On higher levels, the following harmonic elements contribute to interest and momentum: harmonic rhythm, and modulation. These require discussion in more detail.

Harmonic rhythm

By “harmonic rhythm” we mean the rate at which chords change, especially when the outer voices move (N.B.: This is independent of the surface rhythmic values, which may include harmonically static repeated notes and trills). Harmonic rhythm determines how much new pitch information the brain must process in a given time. Even in textures where there is no simple harmonic norm, the rate of arrival of new pitches powerfully affects the music’s momentum.

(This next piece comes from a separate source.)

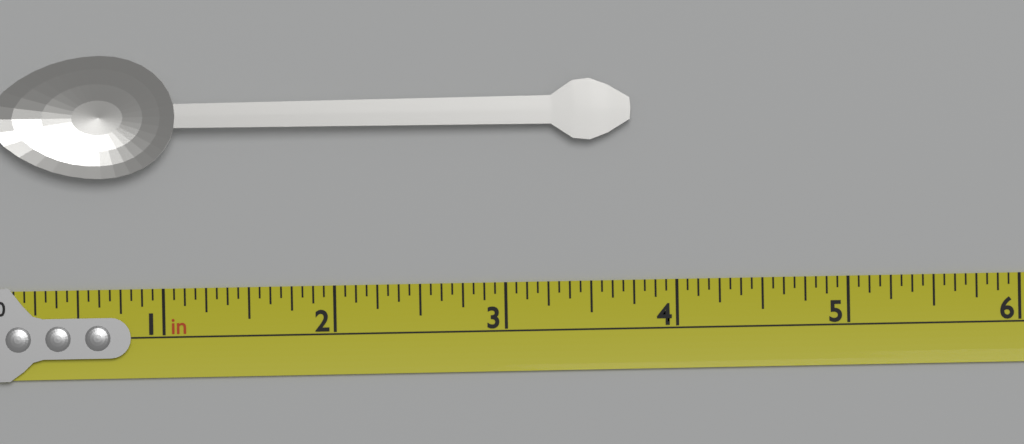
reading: 3.7500 in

However, harmonic rhythm is usually felt in relation to a norm; once this norm is established, all other things being equal, faster changes “raise the temperature”, while slower changes seem calmer. Of course arbitrary changes are also possible, but they quickly lose their novelty, since the listener cannot develop meaningful expectations about their continuation. That said, a change from irregular harmonic rhythm to more regular harmonic rhythm, or vice versa, can create a sense of structural movement.

This example (already discussed in another context) plays on the listener’s expectations of harmonic rhythm. The first three, repeated, measures create a sense of stability, which is disrupted by the new notes in the fourth measure. The return to the opening pattern suggests a repeat of the process, but there quickly follows even more novelty. Finally, the return of stability with the repeated C#’s makes the sudden arrival of the final E more dramatic.

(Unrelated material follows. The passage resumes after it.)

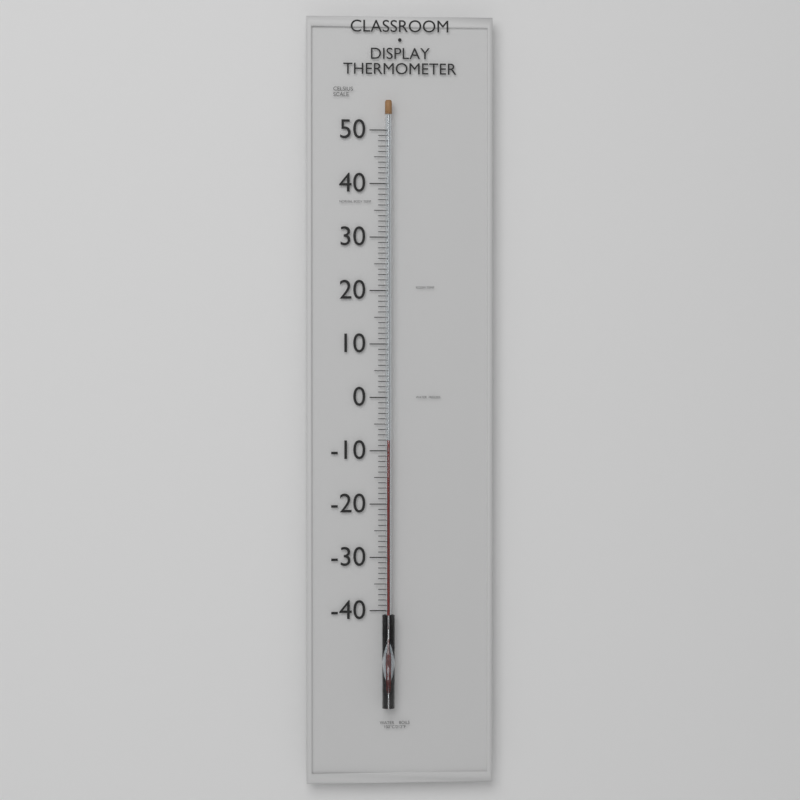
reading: -8 °C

One last point: Consistency of harmonic rhythm can help unify the music within a section, while change in harmonic rhythm can help to define differences between sections.

Modulation and Harmonic Transition

In music with clear tonal centers, moving to new tonal regions for contrast is an obvious way to underline structural articulations. It is also a very useful means of creating contrast, since it allows for everything from mild local changes to strong long term shifts.

In music without clear tonal centers, modulation acts like a simple extension of harmonic rhythm: the arrival of new pitches is easily noticed, and the rate of their arrival influences the sense of musical momentum. Even in non-tonal situations one can create gradations of modulation, simply by controlling the number of new notes which arrive within a given span of time. The example above again provides a clear illustration of this process.

Technically, the process of modulation is the harmonic side of the art of transition. As in other aspects of musical form, transitions can be sudden or gradual, and can lead to closer or more remote contrasts.

A useful procedure for planning modulation is:

  1. Determine the appropriate degree of contrast for where one is in the form.
  2. Determine whether a gradual or a more abrupt change is required; abrupt changes occur more rarely than gradual ones, since they are more disruptive to the music’s flow.
  3. Bring in new notes in ways which attract the ear: as accented notes, peaks, resolutions of suspensions, etc. Create momentum towards these new notes with melodic, rhythmic, or textural progressions.
  4. The more gradual the change required, the more important it is to introduce new notes one at a time.

Note that changing the rate of modulation (an extension of the notion of harmonic rhythm) can also create effects of increased or decreased musical movement. As discussed in our book on musical form, incremental progressions – e.g. in the rate of modulation – allow the composer to create expectations. Such expectations, both fulfilled and unfulfilled, connect the musical present and future to remembered events in the past in a pseudo-causal way, thereby unifying larger stretches of music, through suspense.

Where the music uses such progressions, whether in the rate of modulation or in other aspects of the music, a sense of direction will result. Where there is direction, there will also be climax, i.e. a sense of culmination and arrival. Such climaxes are outstanding moments, which the listener will remember.